=== Activity ===
Retype only the lines below from the one with "What do you" to the one with "Find the location", inclusive, skipping every image.

=== Supplied records ===
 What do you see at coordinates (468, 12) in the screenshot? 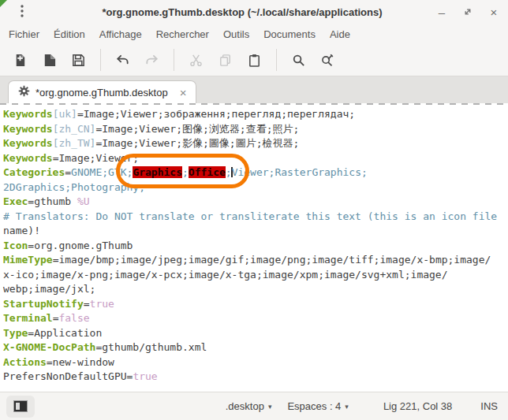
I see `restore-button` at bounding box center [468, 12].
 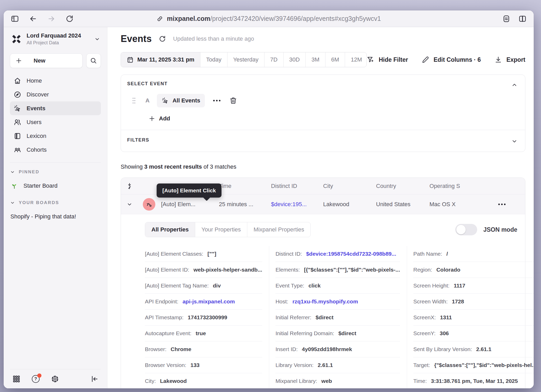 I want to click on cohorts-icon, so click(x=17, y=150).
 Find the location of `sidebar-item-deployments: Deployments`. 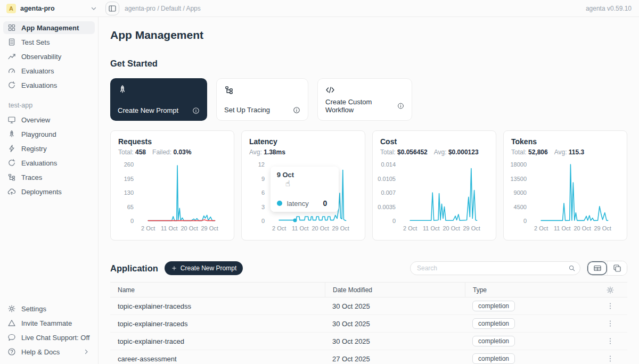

---

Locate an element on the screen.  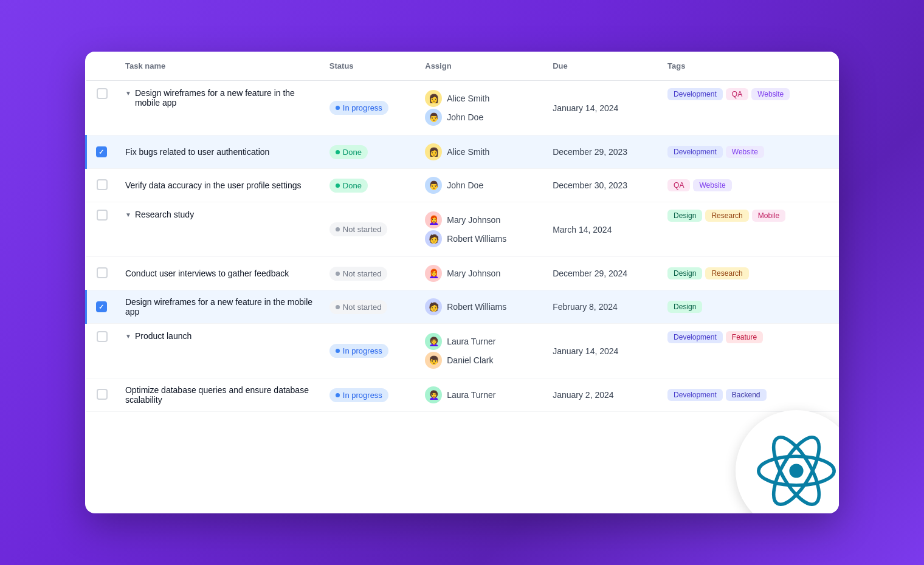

=== Task solution ===
 What do you see at coordinates (468, 12) in the screenshot? 
I see `restore-button` at bounding box center [468, 12].
  I want to click on cohorts-icon, so click(x=17, y=150).
 Find the location of `sidebar-item-deployments: Deployments`. 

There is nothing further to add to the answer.